In the letter, Field also referenced a 2013 High Court case in which a judge ruled that a trans prisoner could not be discriminated against on the basis of gender reassignment unless they had a GRC.

“[Kimberly Green] is a post GRA decision which sets a precedent and is of general applicability to the question of who the correct comparator is in a direct discrimination case, rather than one which is likely to be confined to its facts,” Field wrote.

A “comparator” in equalities law is someone in the same or similar situation to someone discriminated against but who does not have the same protected characteristic.

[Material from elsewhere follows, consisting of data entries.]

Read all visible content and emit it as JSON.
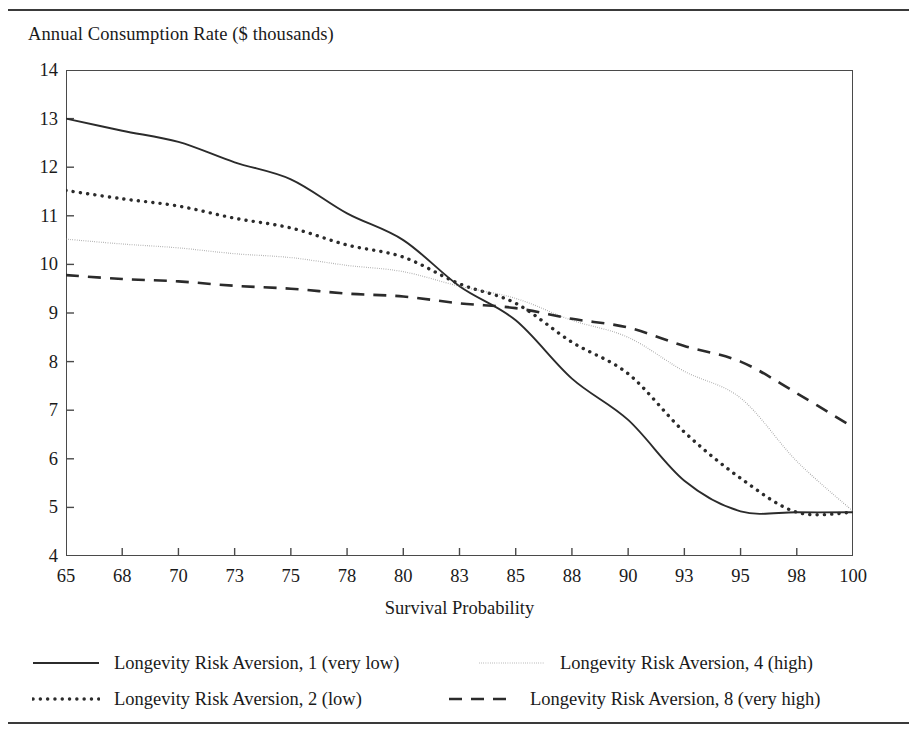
{
  "figure": {
    "title": "Annual Consumption Rate ($ thousands)",
    "xaxis_label": "Survival Probability"
  },
  "rules": {
    "top": "top-rule",
    "bottom": "bottom-rule"
  },
  "legend": {
    "items": [
      {
        "label": "Longevity Risk Aversion, 1 (very low)",
        "style": "solid",
        "color": "#2b2b2b",
        "row": 0,
        "col": 0
      },
      {
        "label": "Longevity Risk Aversion, 4 (high)",
        "style": "fine-dot",
        "color": "#8c8c8c",
        "row": 0,
        "col": 1
      },
      {
        "label": "Longevity Risk Aversion, 2 (low)",
        "style": "heavy-dot",
        "color": "#2b2b2b",
        "row": 1,
        "col": 0
      },
      {
        "label": "Longevity Risk Aversion, 8 (very high)",
        "style": "dash",
        "color": "#2b2b2b",
        "row": 1,
        "col": 1
      }
    ]
  },
  "chart_data": {
    "type": "line",
    "title": "Annual Consumption Rate ($ thousands)",
    "subtitle": "",
    "xlabel": "Survival Probability",
    "ylabel": "Annual Consumption Rate ($ thousands)",
    "x": [
      65,
      68,
      70,
      73,
      75,
      78,
      80,
      83,
      85,
      88,
      90,
      93,
      95,
      98,
      100
    ],
    "categories": [
      "65",
      "68",
      "70",
      "73",
      "75",
      "78",
      "80",
      "83",
      "85",
      "88",
      "90",
      "93",
      "95",
      "98",
      "100"
    ],
    "ylim": [
      4,
      14
    ],
    "yticks": [
      4,
      5,
      6,
      7,
      8,
      9,
      10,
      11,
      12,
      13,
      14
    ],
    "xlim_index": [
      0,
      14
    ],
    "grid": false,
    "legend_position": "bottom",
    "axis_type": "categorical-even-spacing",
    "series": [
      {
        "name": "Longevity Risk Aversion, 1 (very low)",
        "style": "solid",
        "color": "#2b2b2b",
        "values": [
          13.0,
          12.75,
          12.52,
          12.1,
          11.75,
          11.05,
          10.5,
          9.55,
          8.85,
          7.65,
          6.8,
          5.55,
          4.92,
          4.9,
          4.9
        ]
      },
      {
        "name": "Longevity Risk Aversion, 2 (low)",
        "style": "heavy-dot",
        "color": "#2b2b2b",
        "values": [
          11.52,
          11.35,
          11.2,
          10.95,
          10.75,
          10.4,
          10.15,
          9.6,
          9.2,
          8.4,
          7.75,
          6.55,
          5.6,
          4.9,
          4.9
        ]
      },
      {
        "name": "Longevity Risk Aversion, 4 (high)",
        "style": "fine-dot",
        "color": "#8c8c8c",
        "values": [
          10.52,
          10.42,
          10.34,
          10.22,
          10.14,
          9.98,
          9.85,
          9.55,
          9.3,
          8.85,
          8.5,
          7.8,
          7.25,
          5.95,
          4.92
        ]
      },
      {
        "name": "Longevity Risk Aversion, 8 (very high)",
        "style": "dash",
        "color": "#2b2b2b",
        "values": [
          9.78,
          9.7,
          9.65,
          9.56,
          9.5,
          9.4,
          9.34,
          9.2,
          9.1,
          8.88,
          8.7,
          8.32,
          8.0,
          7.35,
          6.65
        ]
      }
    ]
  }
}
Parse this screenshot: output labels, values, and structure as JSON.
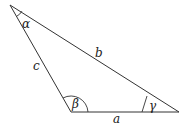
{
  "diagram": {
    "type": "triangle",
    "sides": {
      "a": "a",
      "b": "b",
      "c": "c"
    },
    "angles": {
      "alpha": "α",
      "beta": "β",
      "gamma": "γ"
    },
    "colors": {
      "stroke": "#333333",
      "background": "#ffffff"
    }
  }
}
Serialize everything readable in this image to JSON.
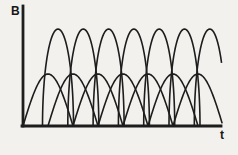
{
  "figure": {
    "ylabel": "B",
    "xlabel": "t",
    "background": "#f2f1ee",
    "ink": "#1d1d1d"
  },
  "chart_data": {
    "type": "line",
    "title": "",
    "xlabel": "t",
    "ylabel": "B",
    "axes": {
      "x_start_px": 23,
      "x_end_px": 221,
      "baseline_y_px": 126,
      "yaxis_top_px": 6,
      "axis_stroke_px": 2.8
    },
    "grid": false,
    "legend": null,
    "series": [
      {
        "name": "wide-half-sine-pulses",
        "shape": "half-sine",
        "count": 7,
        "first_peak_x": 48,
        "peak_spacing": 25,
        "width": 50,
        "height": 52
      },
      {
        "name": "tall-narrow-pulses",
        "shape": "half-ellipse",
        "count": 7,
        "first_peak_x": 58,
        "peak_spacing": 25.3,
        "width": 31,
        "height": 97
      }
    ],
    "curve_stroke_px": 1.6
  }
}
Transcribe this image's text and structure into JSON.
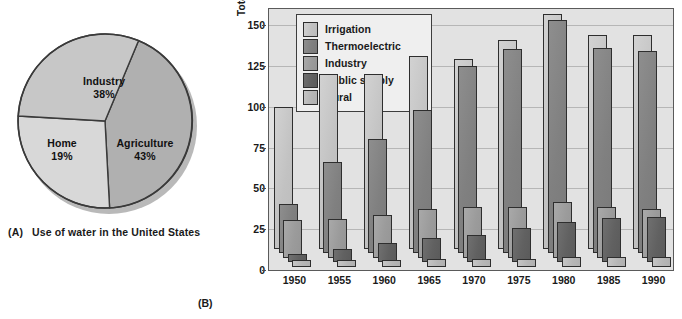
{
  "figure": {
    "panel_a": {
      "tag": "(A)",
      "caption": "Use of water in the United States"
    },
    "panel_b": {
      "tag": "(B)"
    }
  },
  "chart_data": [
    {
      "type": "pie",
      "title": "Use of water in the United States",
      "panel": "(A)",
      "legend": "inside-slices",
      "slices": [
        {
          "label": "Industry",
          "value": 38,
          "value_text": "38%",
          "color": "#c7c7c7"
        },
        {
          "label": "Agriculture",
          "value": 43,
          "value_text": "43%",
          "color": "#b0b0b0"
        },
        {
          "label": "Home",
          "value": 19,
          "value_text": "19%",
          "color": "#d8d8d8"
        }
      ]
    },
    {
      "type": "bar",
      "panel": "(B)",
      "title": "",
      "xlabel": "",
      "ylabel": "Total withdrawals, in thousands of million gallons per day",
      "ylim": [
        0,
        160
      ],
      "yticks": [
        0,
        25,
        50,
        75,
        100,
        125,
        150
      ],
      "ytick_labels": [
        "0",
        "25",
        "50",
        "75",
        "100",
        "125",
        "150"
      ],
      "grid": true,
      "legend_position": "top-left-inside",
      "categories": [
        "1950",
        "1955",
        "1960",
        "1965",
        "1970",
        "1975",
        "1980",
        "1985",
        "1990"
      ],
      "series": [
        {
          "name": "Irrigation",
          "color": "#c2c2c2",
          "values": [
            87,
            107,
            107,
            118,
            116,
            128,
            144,
            131,
            131
          ]
        },
        {
          "name": "Thermoelectric",
          "color": "#808080",
          "values": [
            30,
            56,
            70,
            88,
            115,
            125,
            143,
            126,
            124
          ]
        },
        {
          "name": "Industry",
          "color": "#9b9b9b",
          "values": [
            23,
            24,
            26,
            30,
            31,
            31,
            34,
            31,
            30
          ]
        },
        {
          "name": "Public supply",
          "color": "#616161",
          "values": [
            5,
            8,
            12,
            15,
            17,
            21,
            25,
            27,
            28
          ]
        },
        {
          "name": "Rural",
          "color": "#b6b6b6",
          "values": [
            4,
            4,
            4,
            5,
            5,
            5,
            6,
            6,
            6
          ]
        }
      ]
    }
  ],
  "bar_chart": {
    "ylabel": "Total withdrawals, in thousands of million gallons per day",
    "yticks": [
      "150",
      "125",
      "100",
      "75",
      "50",
      "25",
      "0"
    ],
    "xlabels": [
      "1950",
      "1955",
      "1960",
      "1965",
      "1970",
      "1975",
      "1980",
      "1985",
      "1990"
    ],
    "legend": [
      {
        "label": "Irrigation",
        "swatch": "sw-irrigation"
      },
      {
        "label": "Thermoelectric",
        "swatch": "sw-thermo"
      },
      {
        "label": "Industry",
        "swatch": "sw-industry"
      },
      {
        "label": "Public supply",
        "swatch": "sw-public"
      },
      {
        "label": "Rural",
        "swatch": "sw-rural"
      }
    ]
  },
  "pie_chart": {
    "labels": {
      "industry_name": "Industry",
      "industry_pct": "38%",
      "home_name": "Home",
      "home_pct": "19%",
      "agriculture_name": "Agriculture",
      "agriculture_pct": "43%"
    }
  }
}
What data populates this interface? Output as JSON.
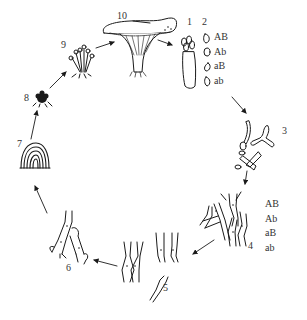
{
  "diagram": {
    "type": "life-cycle",
    "stages": [
      {
        "id": 1,
        "label": "1",
        "description": "basidium bearing four basidiospores"
      },
      {
        "id": 2,
        "label": "2",
        "description": "four basidiospores",
        "genotypes": [
          "AB",
          "Ab",
          "aB",
          "ab"
        ]
      },
      {
        "id": 3,
        "label": "3",
        "description": "germinating spores"
      },
      {
        "id": 4,
        "label": "4",
        "description": "primary (monokaryotic) hyphae",
        "genotypes": [
          "AB",
          "Ab",
          "aB",
          "ab"
        ]
      },
      {
        "id": 5,
        "label": "5",
        "description": "hyphal fusion (plasmogamy)"
      },
      {
        "id": 6,
        "label": "6",
        "description": "secondary (dikaryotic) hyphae with clamp connections"
      },
      {
        "id": 7,
        "label": "7",
        "description": "mycelial growth"
      },
      {
        "id": 8,
        "label": "8",
        "description": "primordium / hyphal knot"
      },
      {
        "id": 9,
        "label": "9",
        "description": "young fruiting bodies"
      },
      {
        "id": 10,
        "label": "10",
        "description": "mature fruiting body (mushroom)"
      }
    ],
    "flow": "clockwise",
    "stroke_color": "#1a1a1a"
  }
}
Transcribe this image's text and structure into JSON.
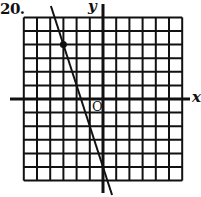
{
  "problem_number": "20.",
  "axes": {
    "x_label": "x",
    "y_label": "y",
    "origin_label": "O"
  },
  "colors": {
    "ink": "#111111",
    "background": "#ffffff"
  },
  "chart_data": {
    "type": "line",
    "title": "20.",
    "xlabel": "x",
    "ylabel": "y",
    "xlim": [
      -6,
      6
    ],
    "ylim": [
      -6,
      6
    ],
    "grid": true,
    "grid_spacing": 1,
    "annotations": [
      "O"
    ],
    "series": [
      {
        "name": "line",
        "equation": "y = -3x - 5",
        "slope": -3,
        "y_intercept": -5,
        "x_intercept": -1.67,
        "x": [
          -4.33,
          -3,
          -1.67,
          -0.33
        ],
        "y": [
          8,
          4,
          0,
          -4
        ]
      }
    ],
    "points": [
      {
        "x": -3,
        "y": 4,
        "marked": true
      }
    ]
  }
}
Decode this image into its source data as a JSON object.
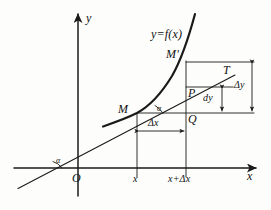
{
  "figure": {
    "kind": "calculus-differential-diagram",
    "background_color": "#fdfdfb",
    "ink_color": "#1a1a1a"
  },
  "axes": {
    "x_label": "x",
    "y_label": "y",
    "origin_label": "O"
  },
  "labels": {
    "function": "y=f(x)",
    "point_m": "M",
    "point_m_prime": "M'",
    "point_p": "P",
    "point_q": "Q",
    "point_t": "T",
    "angle_origin": "α",
    "angle_at_m": "α",
    "delta_x": "Δx",
    "delta_y": "Δy",
    "dy": "dy",
    "tick_x": "x",
    "tick_x_plus_dx": "x+Δx"
  },
  "geometry": {
    "origin": [
      78,
      168
    ],
    "x_axis_end": [
      258,
      168
    ],
    "y_axis_top": [
      78,
      12
    ],
    "point_m": [
      137,
      113
    ],
    "point_m_prime": [
      186,
      62
    ],
    "point_p": [
      186,
      87
    ],
    "point_q": [
      186,
      113
    ],
    "tick_x": 137,
    "tick_x_plus_dx": 186,
    "delta_x_bar_y": 131,
    "delta_y_bar_x": 252,
    "dy_bar_x": 222,
    "tangent_from": [
      18,
      188
    ],
    "tangent_to": [
      233,
      76
    ]
  }
}
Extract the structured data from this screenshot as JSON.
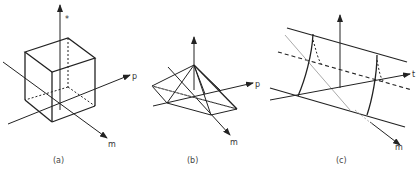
{
  "figure": {
    "panels": [
      {
        "id": "a",
        "caption": "(a)",
        "shape": "cube",
        "axis_labels": {
          "vertical": "*",
          "horizontal": "p",
          "diagonal": "m"
        }
      },
      {
        "id": "b",
        "caption": "(b)",
        "shape": "pyramid",
        "axis_labels": {
          "horizontal": "p",
          "diagonal": "m"
        }
      },
      {
        "id": "c",
        "caption": "(c)",
        "shape": "cylinder",
        "axis_labels": {
          "horizontal": "t",
          "diagonal": "m"
        }
      }
    ],
    "colors": {
      "line": "#222222",
      "light_line": "#999999",
      "background": "#ffffff"
    }
  }
}
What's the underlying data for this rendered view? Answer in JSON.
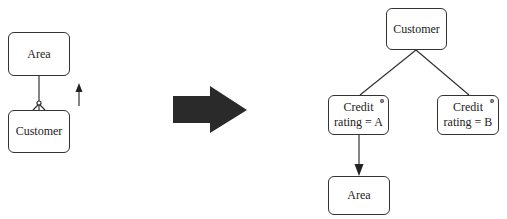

In this case, the judge ruled that a trans woman’s comparator would be that of a cisgender man, who would be excluded from the single-sex service.

For the Trans Legal Project, the EHRC’s guidelines have frayed what was already a threadbare relationship between it and the LGBT+ community.

In recent months, the EHRC has been rocked by scandals around its increasingly anti-trans sentiments. Former staffers have claimed that EHRC chair Kishwer Falkner had to be talked down from adopting “a totally gender-critical position“.

“It is obvious to everyone, not just lawyers, that guidance suggesting excluding all trans women without exception from the women’s toilet is lawful, is just that,” the project said.

“Given trans women are at different stages of their transition, any blanket ban against all trans women must be driven purely by bigotry.

“It is unbelievable that a body that has a under a statutory duty to encourage a society where trans people are not restricted in their potential by prejudice or discrimination has published guidance that claims that blanket discrimination against them is legal.”